In 1560, when Mary of Guise ran Scotland and Mary, Queen of Scots, remained in France, Mary of Guise moved the Scottish Court to Leith, a site that is now Parliament Street, off Coalhill.
Rickmansworth, Croxley Green and Chorleywood Through Time takes the reader on a nostalgic journey back to an age when the pace of life was much slower and more tranquil than it is today.
Herne Bay rose to prominence in the 1830s when a group of London investors recognised its potential and built a pleasure pier and promenade here, making it one of the UK's earliest seaside resorts.
The ancient town of Dunfermline is one of the oldest settlements in Scotland and, from the eleventh to the seventeenth century, it was the residence of royalty and the final resting place for many of Scotland's Kings and Queens.
The Great War (1914-1918), later known as the First World War, brought together the major European countries and their empires into the world's greatest conflict so far seen.
Edinburgh's New Town, built between 1767 and 1850, is one of Europe's finest neoclassical neighbourhoods, a triumph of town planning, with UNESCO World Heritage status.
Nestled in the rolling Border hills, at the meeting of the River Teviot and Slitrig Water, Hawick is deserving of its title as 'Queen o' a' the Borders'.
Wigan grew rapidly during the nineteenth century as a major cotton mill town and centre for coal mining, aided by the construction of the Leeds and Liverpool Canal which passed through the town.
This is a fascinating and diverse collection of images from the author's extensive photographic archive recalling Wigton's rich heritage both past and present.
Widnes is an industrial town within the borough of Halton, in the ceremonial county of Cheshire, England, with an urban area population of 57,663 in 2004.
The Georgian town of Whitehaven, located on the West coast of Cumbria, was once the third most important port in Britain but today is only used by a handful of fishing vessels.
Whitehaven and the Borough of Copeland have seen many changes over the centuries, but the pace of their transformation has been breathtaking over the past decade.
This book is a study of waterways infrastructure and investigates through images and maps how the present midland network of canal and river navigations was put together.
Watford is situated between the Rivers Gade and Colne, fifteen miles north-west of London in what Charles Lamb, the eighteenth-century English essayist, once called 'hearty, homely, loving Hertfordshire'.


_About this exercise_: Lines before the one containing "What do you" in the records below are to be left out; that line and all after it, through the end, are to be retyped exactly.

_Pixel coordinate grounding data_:
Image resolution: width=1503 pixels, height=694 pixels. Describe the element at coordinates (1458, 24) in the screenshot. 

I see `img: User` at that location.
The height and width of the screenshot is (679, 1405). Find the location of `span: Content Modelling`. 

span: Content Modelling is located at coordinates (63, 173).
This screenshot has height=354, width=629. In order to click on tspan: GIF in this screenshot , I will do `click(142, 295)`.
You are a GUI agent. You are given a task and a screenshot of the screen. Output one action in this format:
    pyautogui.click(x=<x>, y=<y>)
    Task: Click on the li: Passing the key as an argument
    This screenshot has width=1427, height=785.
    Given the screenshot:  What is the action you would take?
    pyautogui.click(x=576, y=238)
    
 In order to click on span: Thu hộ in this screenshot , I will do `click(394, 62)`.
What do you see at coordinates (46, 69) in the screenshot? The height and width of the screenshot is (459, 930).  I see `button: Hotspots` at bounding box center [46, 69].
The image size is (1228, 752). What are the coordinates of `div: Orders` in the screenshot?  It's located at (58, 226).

_Solved problem_:
What do you see at coordinates (46, 69) in the screenshot? The height and width of the screenshot is (459, 930).  I see `button: Hotspots` at bounding box center [46, 69].
The image size is (1228, 752). What are the coordinates of `div: Orders` in the screenshot?  It's located at (58, 226).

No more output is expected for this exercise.